3. The assumption that there are substantial external returns to capital is most reasonable when capital is in the form of a. machinery b. tools c. ideas d. all of the above

4. In endogenous growth theory, the marginal product of capital is a. constant c. decreasing in k b. increasing in k d. variable

5. In neoclassical growth theory, the marginal product of capital is a. constant c. decreasing in k b. increasing in k d. variable

6. The production function used in endogenous growth theory has _________ returns to scale

(for society). a. constant c. decreasing b. increasing d. variable

7. Some of these returns, however, are not captured by individual firms. We call these benefits

“___________.” a. internal c. sideways b. external d. fractured

8. As a result, the production function used in endogenous growth theory has _________ private returns to scale. a. constant b. increasing c. decreasing d. variable

9. When two countries move toward steady-states that have the same level and growth rate of potential output, they are said to converge a. absolutely c. relatively b. partially d. conditionally

46 C HAPTER 4

10. When two countries move toward steady-states with the same growth rate, but a different level of potential output, they are said to converge only a. absolutely c. relatively b. partially d. conditionally

CONCEPTUAL PROBLEMS

1. What assumption changes when we move from neoclassical to endogenous growth theory?

2. Does this production function have constant returns to scale? Y = K

N 1  

Does this one? Y = K

N 2

 

3. How will an increase in the savings rate affect the growth rate of per capita output in an endogenous growth model?

4. How will an increase in the savings rate affect the growth rate of per capita output in the neoclassical growth model?

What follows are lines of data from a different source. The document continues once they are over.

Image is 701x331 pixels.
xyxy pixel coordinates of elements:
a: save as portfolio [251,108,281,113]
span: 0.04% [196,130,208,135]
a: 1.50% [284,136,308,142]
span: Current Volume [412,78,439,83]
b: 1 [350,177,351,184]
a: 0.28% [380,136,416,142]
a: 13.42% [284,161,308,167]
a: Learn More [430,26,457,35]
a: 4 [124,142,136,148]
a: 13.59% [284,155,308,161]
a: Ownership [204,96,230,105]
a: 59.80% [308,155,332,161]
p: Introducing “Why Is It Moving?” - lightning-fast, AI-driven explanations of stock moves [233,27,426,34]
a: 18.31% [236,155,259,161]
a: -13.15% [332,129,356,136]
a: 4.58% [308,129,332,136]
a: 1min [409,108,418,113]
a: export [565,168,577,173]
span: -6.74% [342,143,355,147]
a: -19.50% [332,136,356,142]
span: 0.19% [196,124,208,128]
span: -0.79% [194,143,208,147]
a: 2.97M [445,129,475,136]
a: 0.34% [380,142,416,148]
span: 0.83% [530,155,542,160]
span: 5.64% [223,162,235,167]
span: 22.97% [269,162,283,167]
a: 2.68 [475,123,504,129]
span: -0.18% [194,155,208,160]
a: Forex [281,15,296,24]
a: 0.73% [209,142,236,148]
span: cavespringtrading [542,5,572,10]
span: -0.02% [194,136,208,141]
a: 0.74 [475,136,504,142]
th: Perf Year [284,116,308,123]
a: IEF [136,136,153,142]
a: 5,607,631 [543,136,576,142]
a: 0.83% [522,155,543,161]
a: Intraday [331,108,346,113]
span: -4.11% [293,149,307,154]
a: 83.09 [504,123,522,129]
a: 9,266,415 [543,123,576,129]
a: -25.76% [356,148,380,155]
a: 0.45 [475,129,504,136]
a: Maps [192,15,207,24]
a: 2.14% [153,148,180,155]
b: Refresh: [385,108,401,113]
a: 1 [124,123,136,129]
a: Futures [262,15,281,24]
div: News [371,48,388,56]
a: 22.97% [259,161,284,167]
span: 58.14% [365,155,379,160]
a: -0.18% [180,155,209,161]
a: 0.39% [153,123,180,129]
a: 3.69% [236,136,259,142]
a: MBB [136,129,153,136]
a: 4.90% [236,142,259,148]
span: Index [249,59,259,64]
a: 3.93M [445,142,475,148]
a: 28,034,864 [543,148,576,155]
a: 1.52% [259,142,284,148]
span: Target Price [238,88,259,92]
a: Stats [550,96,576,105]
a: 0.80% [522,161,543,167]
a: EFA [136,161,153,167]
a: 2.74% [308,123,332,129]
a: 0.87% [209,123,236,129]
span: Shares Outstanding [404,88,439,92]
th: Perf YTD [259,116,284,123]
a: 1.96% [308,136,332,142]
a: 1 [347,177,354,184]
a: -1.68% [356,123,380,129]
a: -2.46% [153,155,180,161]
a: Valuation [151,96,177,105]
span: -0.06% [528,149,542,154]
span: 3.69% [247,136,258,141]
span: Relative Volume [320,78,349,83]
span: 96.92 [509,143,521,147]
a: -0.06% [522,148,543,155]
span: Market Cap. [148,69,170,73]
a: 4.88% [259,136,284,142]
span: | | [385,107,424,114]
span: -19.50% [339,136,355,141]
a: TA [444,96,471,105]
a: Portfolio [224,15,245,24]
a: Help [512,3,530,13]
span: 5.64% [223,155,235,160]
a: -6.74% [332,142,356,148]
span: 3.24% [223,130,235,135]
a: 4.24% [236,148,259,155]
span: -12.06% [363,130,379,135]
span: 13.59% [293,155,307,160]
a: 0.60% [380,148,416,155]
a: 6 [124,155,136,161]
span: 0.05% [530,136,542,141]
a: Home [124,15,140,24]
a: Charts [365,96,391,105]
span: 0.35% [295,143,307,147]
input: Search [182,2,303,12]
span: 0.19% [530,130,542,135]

5. What can endogenous growth theory explain that neoclassical growth theory cannot?

What can’t endogenous growth theory explain?

TECHNICAL PROBLEMS

(all from optional sections)

1. Consider the following neoclassical production function: Y = K 1/2 N 1/2 a) Write this production function in per capita form b) Find the golden rule level of the (steady-state) capital-labor ratio, when the rate of depreciation is 0.05, and the (exogenous) rate of population growth is 0.20.

(Translation: find the point at which the marginal product of capital



2

1 k



 n

 d .)

2. Find the rate of growth of the capital-labor ratio (

k/k) for the endogenous growth production function: f(k) = k. Assume that the rate of saving is 0.3, that the rate of depreciation is 0.05, and that the rate of population growth is 0.20.

3. How does the neoclassical model of growth change when we endogenize the rate of population growth (make n a function of y)? Are there any assumptions about the function

n(y) that are necessary to get the textbook’s result?

4. How can we generate a model in which some countries have low growth and low income and others have high growth, high income (a model with a growth trap)?